[[ Given records, beginning ]]

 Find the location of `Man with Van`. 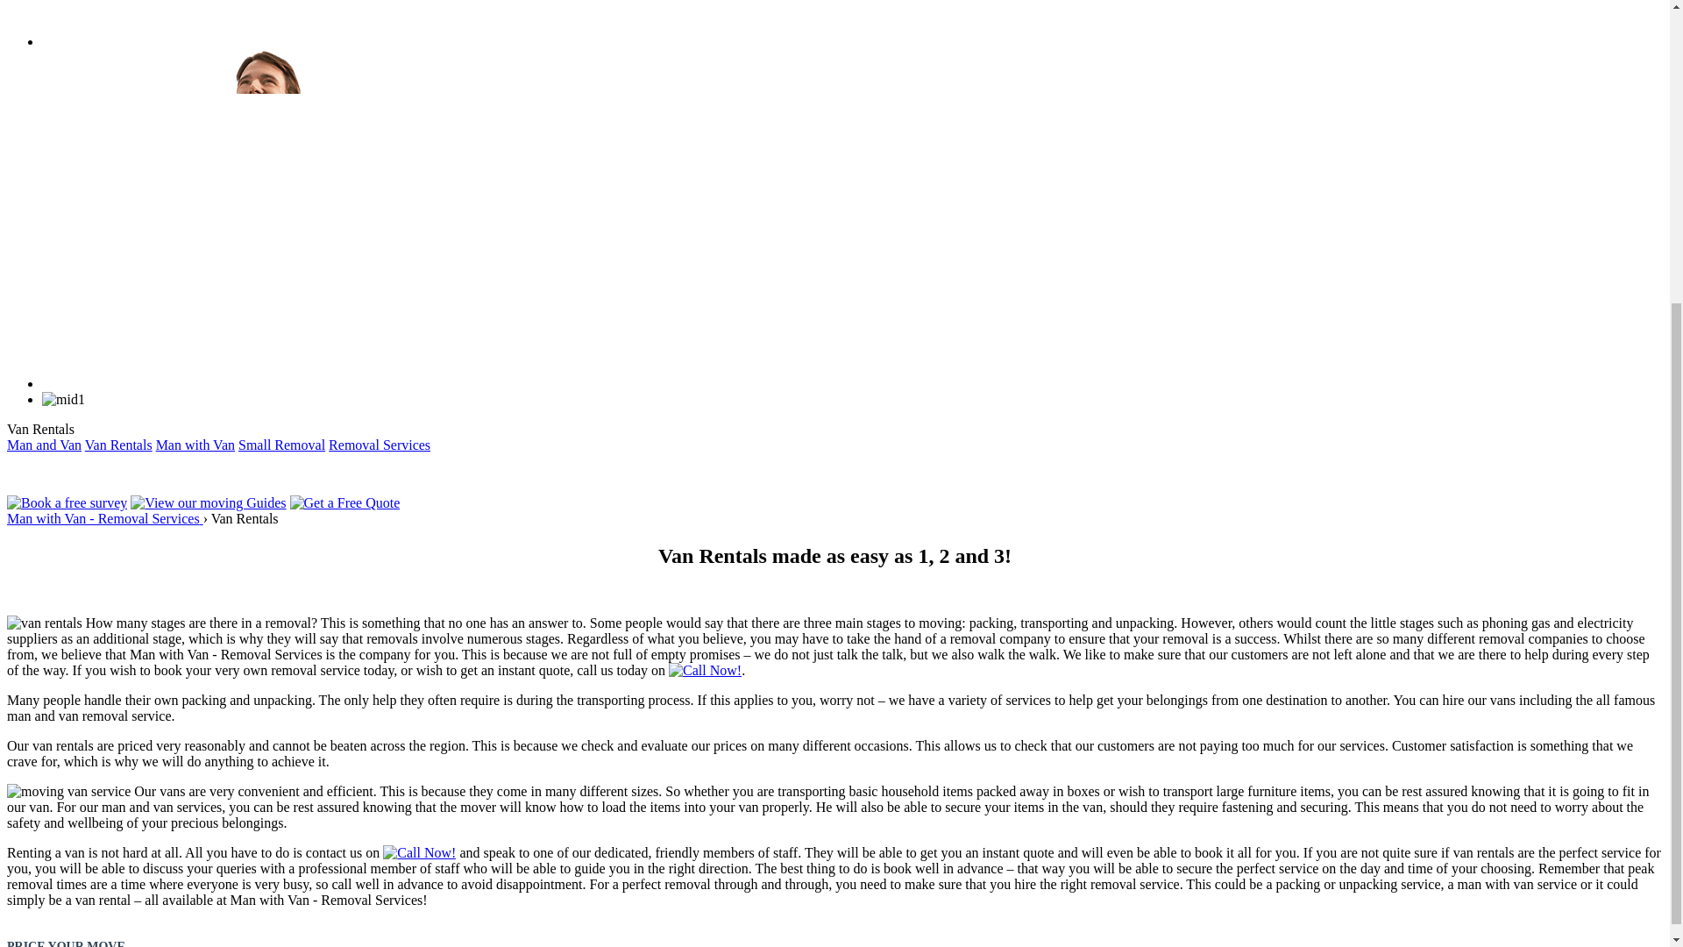

Man with Van is located at coordinates (195, 444).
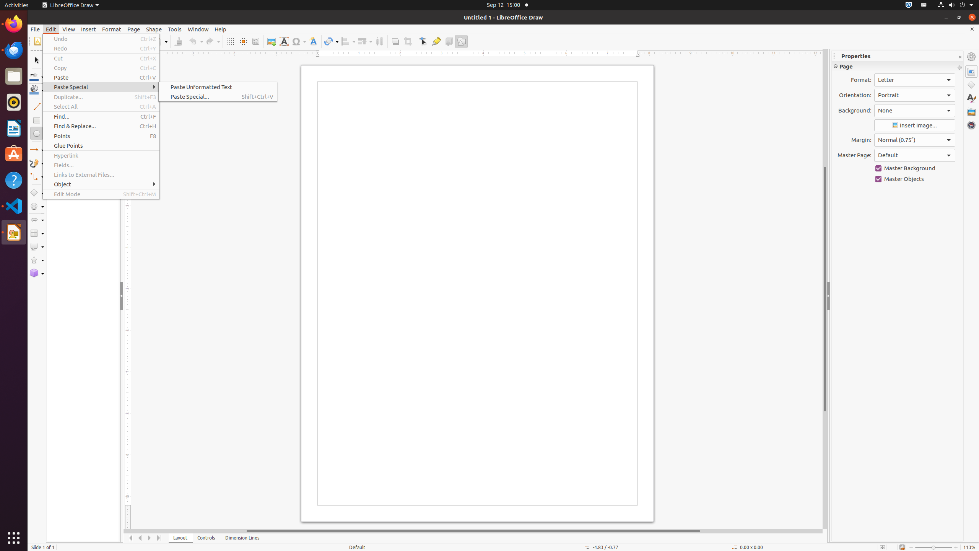 The width and height of the screenshot is (979, 551). I want to click on Visual Studio Code, so click(14, 206).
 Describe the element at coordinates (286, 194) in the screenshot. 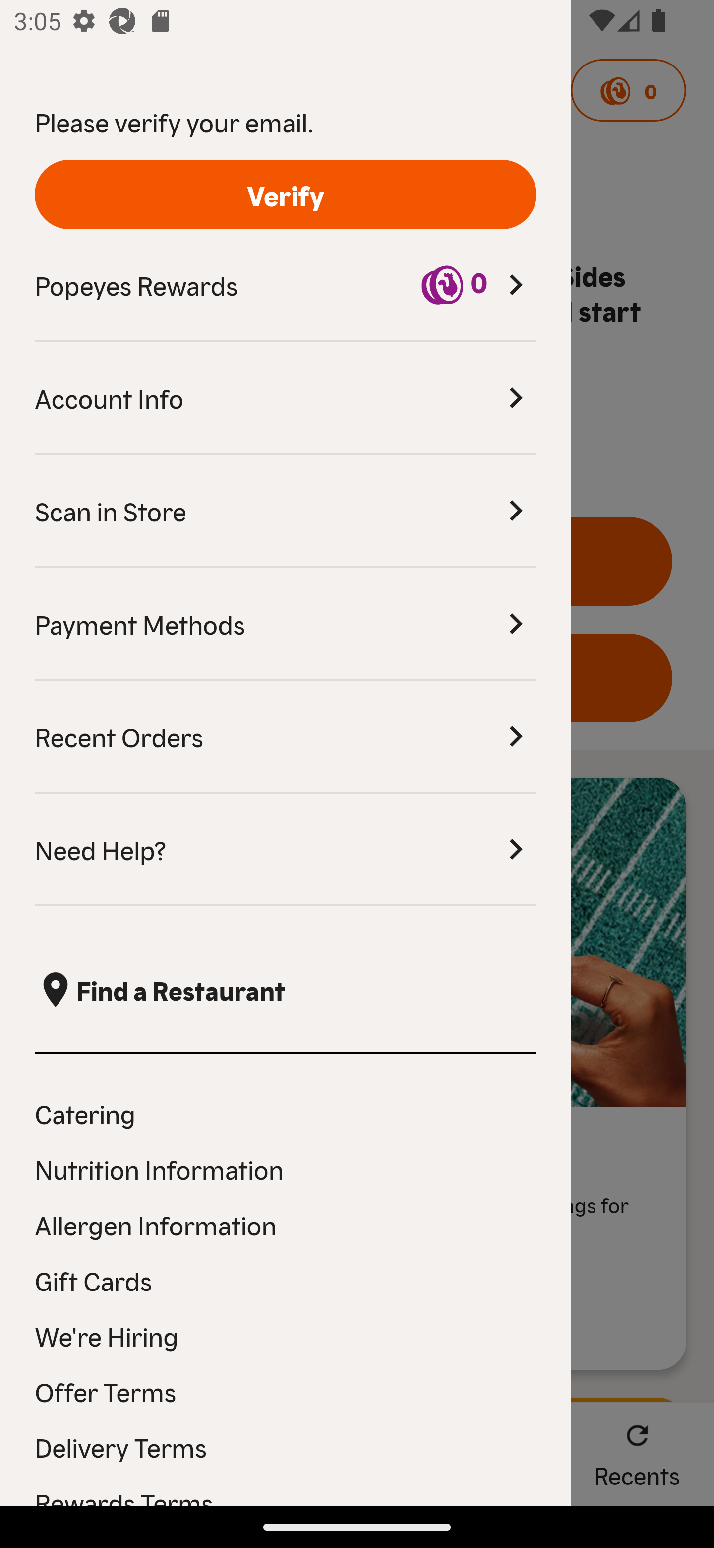

I see `Verify` at that location.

[[ Given records, end ]]

What the task requires — The required output is every line from the one containing "Describe the element" through the last line of the records, inclusive, reproduced exactly and without pictures.

Result of this exercise —
 Describe the element at coordinates (286, 194) in the screenshot. 

I see `Verify` at that location.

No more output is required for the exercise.